A Small Recall With Big Stakes: Mercedes Checks the Belt Bolts on Its Flagship SUVs
MBUSA launches NHTSA campaign 26V353 covering 2026 GLE and GLS models built between January 21 and February 16. The fix is a free dealer retorque.
Mercedes-Benz has announced a small but important recall in the United States for the 2026 GLE and GLS. NHTSA campaign 26V353 covers 207 vehicles, and the issue concerns the bolts that anchor the rear seat belts to the body.
The list spans different variants on the 167 platform: GLE 350, GLE 350 4MATIC, GLE 450 4MATIC, GLE 450e 4MATIC, GLE 580 4MATIC, GLE Coupe, AMG GLE 53, AMG GLE 63 S, GLS 450, GLS 580, AMG GLS 63 and Mercedes-Maybach GLS 600. The cars were built between January 21 and February 16, 2026. The largest groups in the recall are the GLE 450 4MATIC (65 cars) and the GLE 350 4MATIC (47 cars).
The defect is simple but unpleasant. The bolts that fasten the rear belts to the body may not have been tightened to the correct torque. In normal driving, the driver almost certainly will not notice anything — no dashboard warning appears for a fault like this. But in a crash, a loose anchor can compromise occupant restraint and raise the risk of injury.
Mercedes-Benz attributes the problem to a manufacturing deviation. In February 2026, the plant spotted an improperly tightened joint after a rework operation; through March and April the company analyzed the consequences and identified the list of affected cars. The recall was approved on May 22. According to the manufacturer, there are no warranty claims, service reports, injuries or other incidents in the US tied to this defect.
The repair will be free of charge. Dealers will retorque the rear belt bolt joints and install any bolts that are missing. Dealers were notified on June 5, VINs can already be checked through the NHTSA database, and owner letters are due to be mailed by July 28, 2026.
For the owner of an expensive SUV this is exactly the kind of recall where modest scale should not be reassuring. The number of cars is small, but the part in question is not about comfort — it is about whether the belt will do its job when there is no time for a second try.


What you are asked to do: Search the data below for the word "than" and report how many lines contain it. Nothing but the number is needed.

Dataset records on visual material
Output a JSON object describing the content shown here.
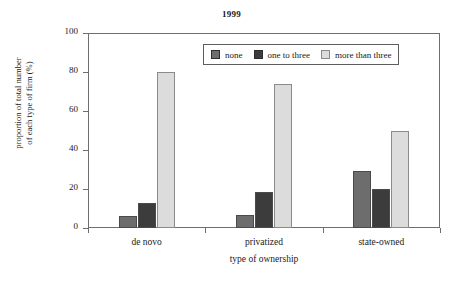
{
  "chart_data": {
    "type": "bar",
    "title": "1999",
    "xlabel": "type of ownership",
    "ylabel": "proportion of total number of each type of firm (%)",
    "ylabel_lines": [
      "proportion of total number",
      "of each type of firm (%)"
    ],
    "categories": [
      "de novo",
      "privatized",
      "state-owned"
    ],
    "series": [
      {
        "name": "none",
        "values": [
          6,
          6.5,
          29
        ],
        "color": "#6d6d6d"
      },
      {
        "name": "one to three",
        "values": [
          13,
          18.5,
          20
        ],
        "color": "#3c3c3c"
      },
      {
        "name": "more than three",
        "values": [
          80,
          74,
          50
        ],
        "color": "#dcdcdc"
      }
    ],
    "ylim": [
      0,
      100
    ],
    "yticks": [
      0,
      20,
      40,
      60,
      80,
      100
    ],
    "ytick_labels": [
      "0",
      "20",
      "40",
      "60",
      "80",
      "100"
    ],
    "grid": false,
    "legend_position": "top-center",
    "legend_entries": [
      "none",
      "one to three",
      "more than three"
    ]
  },
  "colors": {
    "frame": "#6f6f6f",
    "bar_edge": "#4a4a4a",
    "background": "#ffffff",
    "text": "#1a1a1a"
  }
}
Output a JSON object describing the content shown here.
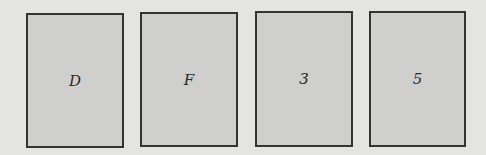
{
  "cards": [
    {
      "label": "D"
    },
    {
      "label": "F"
    },
    {
      "label": "3"
    },
    {
      "label": "5"
    }
  ],
  "colors": {
    "background": "#e4e4e2",
    "card_fill": "#cfcfcd",
    "card_border": "#333333",
    "text": "#2a2a2a"
  }
}
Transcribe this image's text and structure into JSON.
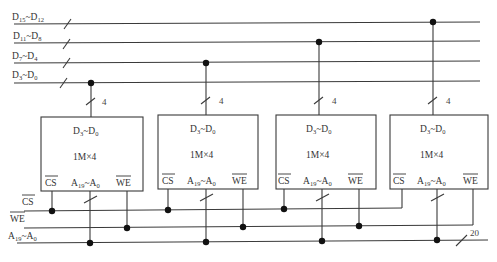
{
  "bus": {
    "data_lines": [
      {
        "label_main": "D",
        "sub1": "15",
        "sep": "~D",
        "sub2": "12"
      },
      {
        "label_main": "D",
        "sub1": "11",
        "sep": "~D",
        "sub2": "8"
      },
      {
        "label_main": "D",
        "sub1": "7",
        "sep": "~D",
        "sub2": "4"
      },
      {
        "label_main": "D",
        "sub1": "3",
        "sep": "~D",
        "sub2": "0"
      }
    ],
    "cs_label": "CS",
    "we_label": "WE",
    "addr_label": {
      "main": "A",
      "sub1": "19",
      "sep": "~A",
      "sub2": "0"
    },
    "addr_width": "20",
    "tap_width": "4"
  },
  "chips": [
    {
      "data_label": "D3~D0",
      "size": "1M×4",
      "cs": "CS",
      "addr": "A19~A0",
      "we": "WE"
    },
    {
      "data_label": "D3~D0",
      "size": "1M×4",
      "cs": "CS",
      "addr": "A19~A0",
      "we": "WE"
    },
    {
      "data_label": "D3~D0",
      "size": "1M×4",
      "cs": "CS",
      "addr": "A19~A0",
      "we": "WE"
    },
    {
      "data_label": "D3~D0",
      "size": "1M×4",
      "cs": "CS",
      "addr": "A19~A0",
      "we": "WE"
    }
  ],
  "chip_text": {
    "d": "D",
    "d_sub1": "3",
    "d_sep": "~D",
    "d_sub2": "0",
    "size": "1M×4",
    "cs": "CS",
    "a": "A",
    "a_sub1": "19",
    "a_sep": "~A",
    "a_sub2": "0",
    "we": "WE"
  }
}
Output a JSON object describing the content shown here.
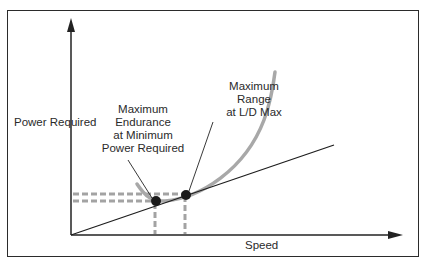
{
  "diagram": {
    "axes": {
      "y_label": "Power Required",
      "x_label": "Speed"
    },
    "annotations": {
      "max_endurance": {
        "lines": [
          "Maximum",
          "Endurance",
          "at Minimum",
          "Power Required"
        ]
      },
      "max_range": {
        "lines": [
          "Maximum",
          "Range",
          "at L/D Max"
        ]
      }
    },
    "elements": {
      "power_curve": "Power required curve (U-shaped, gray)",
      "tangent_line": "Line from origin tangent to curve",
      "point_min_power": "Minimum power required point",
      "point_ld_max": "L/D max tangent point"
    },
    "colors": {
      "curve": "#a8a8a8",
      "axes": "#222222",
      "dashes": "#a0a0a0",
      "points": "#1a1a1a"
    }
  }
}
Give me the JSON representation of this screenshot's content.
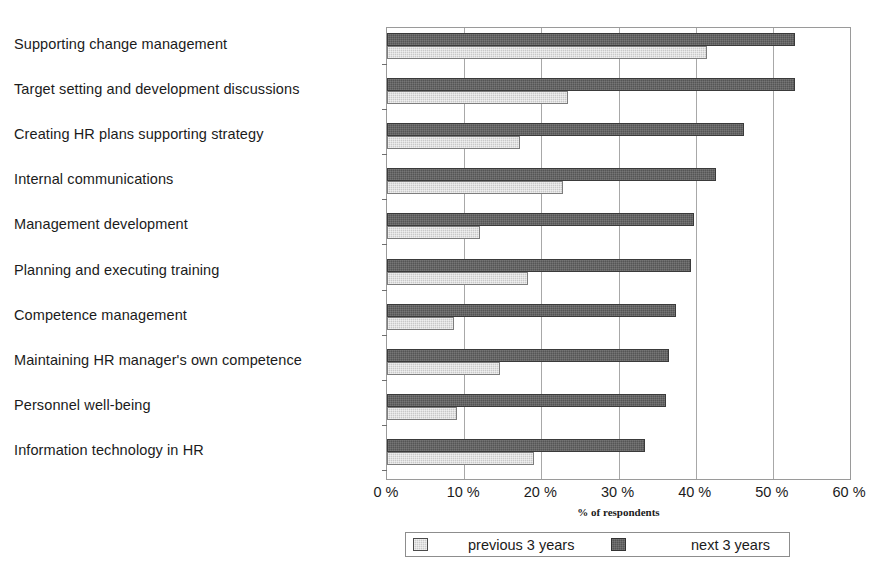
{
  "chart_data": {
    "type": "bar",
    "orientation": "horizontal",
    "title": "",
    "xlabel": "% of respondents",
    "ylabel": "",
    "xlim": [
      0,
      60
    ],
    "xticks": [
      0,
      10,
      20,
      30,
      40,
      50,
      60
    ],
    "xticklabels": [
      "0 %",
      "10 %",
      "20 %",
      "30 %",
      "40 %",
      "50 %",
      "60 %"
    ],
    "grid": "vertical",
    "legend_position": "bottom",
    "categories": [
      "Supporting change management",
      "Target setting and development discussions",
      "Creating HR plans supporting strategy",
      "Internal communications",
      "Management development",
      "Planning and executing training",
      "Competence management",
      "Maintaining HR manager's own competence",
      "Personnel well-being",
      "Information technology in HR"
    ],
    "series": [
      {
        "name": "previous 3 years",
        "color": "#c9c9c9",
        "values": [
          41.5,
          23.5,
          17.2,
          22.8,
          12.0,
          18.3,
          8.7,
          14.7,
          9.1,
          19.0
        ]
      },
      {
        "name": "next 3 years",
        "color": "#555555",
        "values": [
          52.9,
          52.9,
          46.2,
          42.6,
          39.8,
          39.4,
          37.4,
          36.6,
          36.1,
          33.4
        ]
      }
    ]
  },
  "legend": {
    "items": [
      {
        "label": "previous 3 years",
        "swatch": "light-gray-swatch"
      },
      {
        "label": "next 3 years",
        "swatch": "dark-gray-swatch"
      }
    ]
  }
}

The answer: 2